The importance of the romantic element does not rest upon conjecture. Pleasing testimonies abound. Hannah More traced her earliest impressions of virtue to works of fiction; and Adam Clarke gives a list of tales that won his boyish admiration. Books of entertainment led him to believe in a spiritual world; and he felt sure of having been a coward, but for romances. He declared that he had learned more of his duty to God, his neighbor and himself from Robinson Crusoe than from all the books, except the Bible, that were known to his youth.

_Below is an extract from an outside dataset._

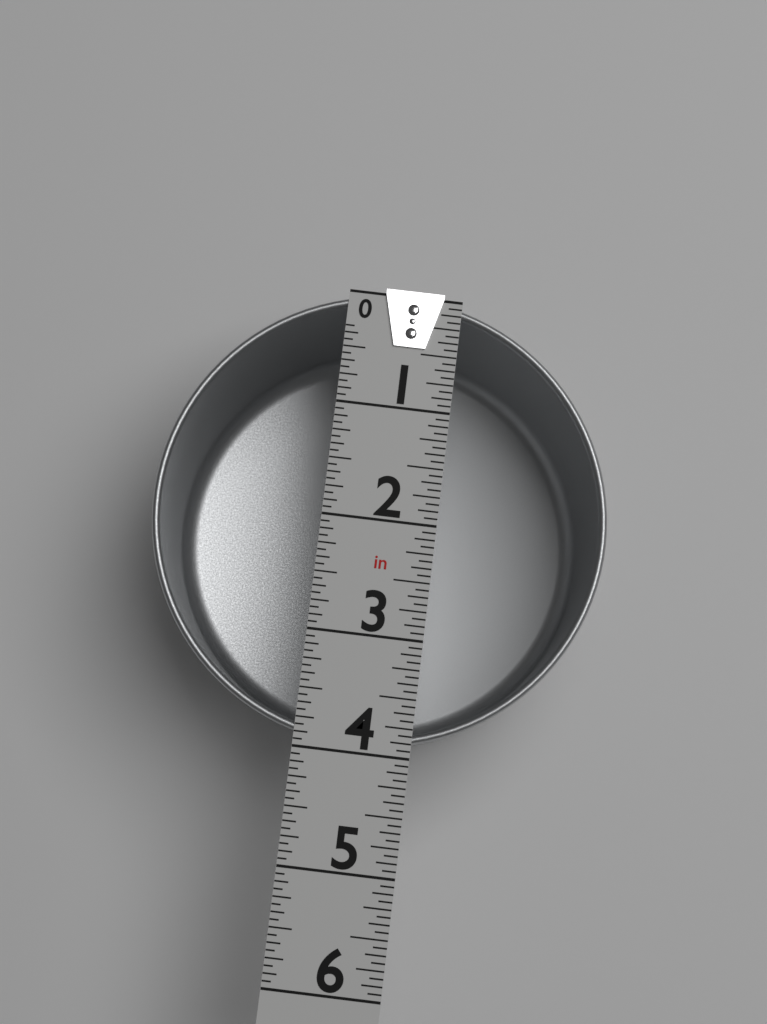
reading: 3.9375 in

Robert Aris WillmottOne interesting feature of criticism is seen in the ease with which it discovers what Addison called the specific quality of an author. In Livy, it will be the manner of telling the story; in Sallust, personal identification with the character; in Tacitus, the analysis of the deed into its motive. If the same test be applied to painters, it will find the prominent faculty of Correggio to be manifested in harmony of effect; of Poussin, in the sentiment of his landscapes; and of Raffaelle, in the general comprehension of his subject.
Robert Aris WillmottThe fame of a battlefield grows with its years; Napoleon storming the Bridge of Lodi, and Wellington surveying the towers of Salamanca, affect us with fainter emotions than Brutus reading in his tent at Philippi, or Richard bearing down with the English chivalry upon the white armies of Saladin.

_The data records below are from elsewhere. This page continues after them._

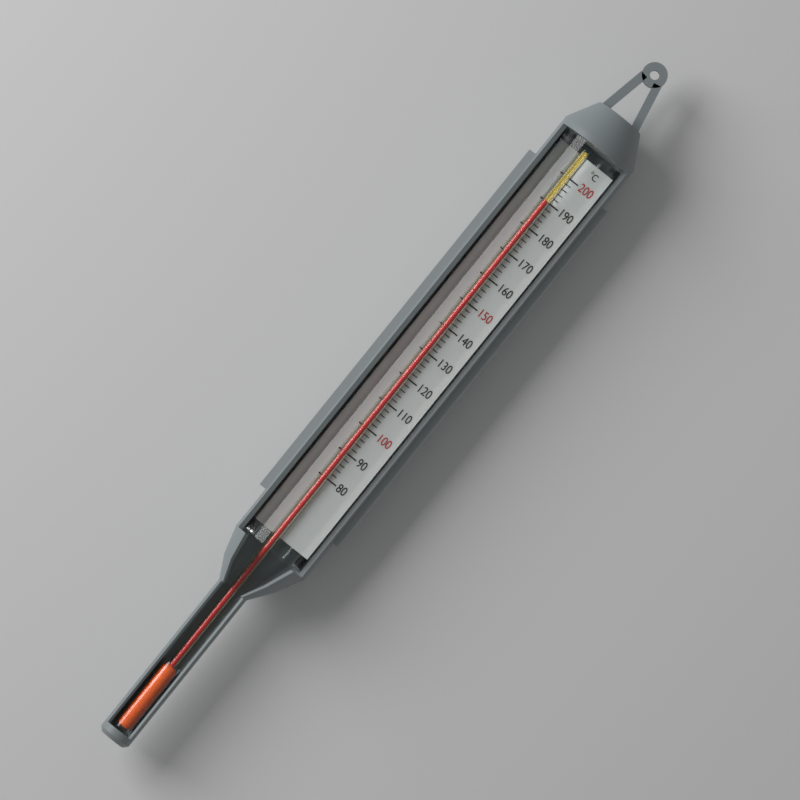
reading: 190 °C
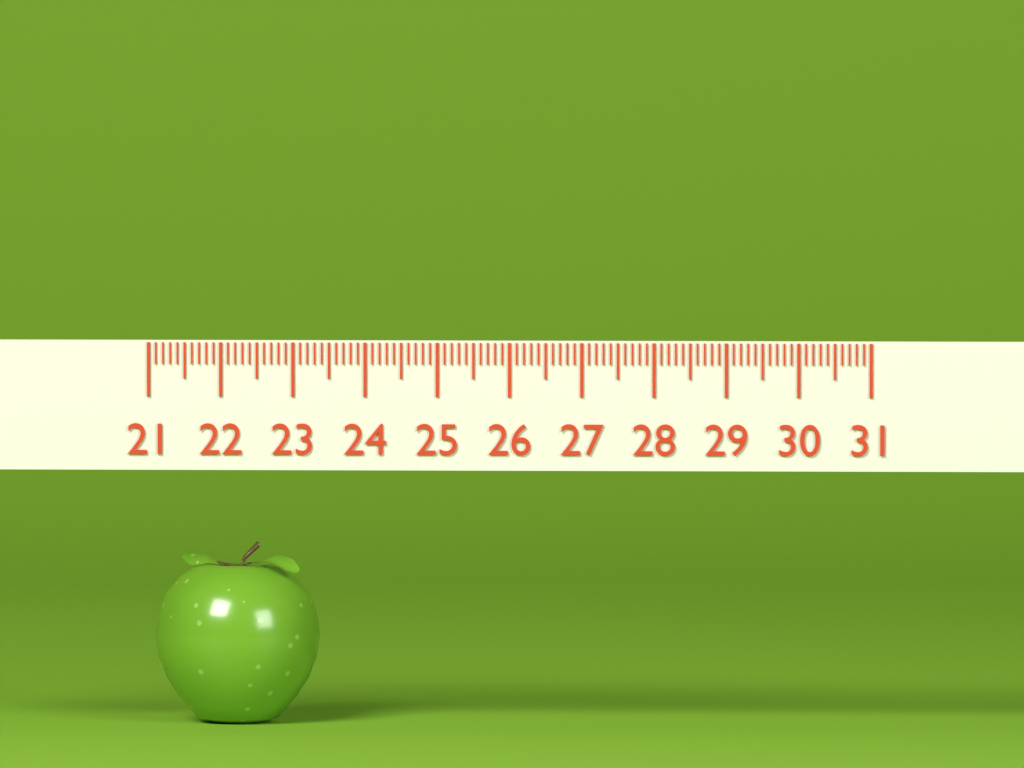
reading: 23.3 (no unit)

Robert Aris WillmottIt is supposable that, in the eyes of angels, a struggle down a dark lane and a battle of Leipsic differ in nothing but excess of wickedness.
Robert Aris WillmottBooks, of which the principles are diseased or deformed, must be kept on the shelf of the scholar, as the man of science preserves monsters in glasses. They belong to the study of the mind's morbid anatomy, and ought to be accurately labelled. Voltaire will still be a wit, notwithstanding he is a scoffer; and we may admire the brilliant spots and eyes of the viper, if we acknowledge its venom and call it a reptile.
Robert Aris WillmottTaste is not stationary. It grows every day, and is improved by cultivation, as a good temper is refined by religion. In its most advanced state it takes the title of judgment. Hume quotes Fontenelle's ingenious distinction between the common watch that tells the hours, and the delicately constructed one that marks the seconds and smallest differences of time.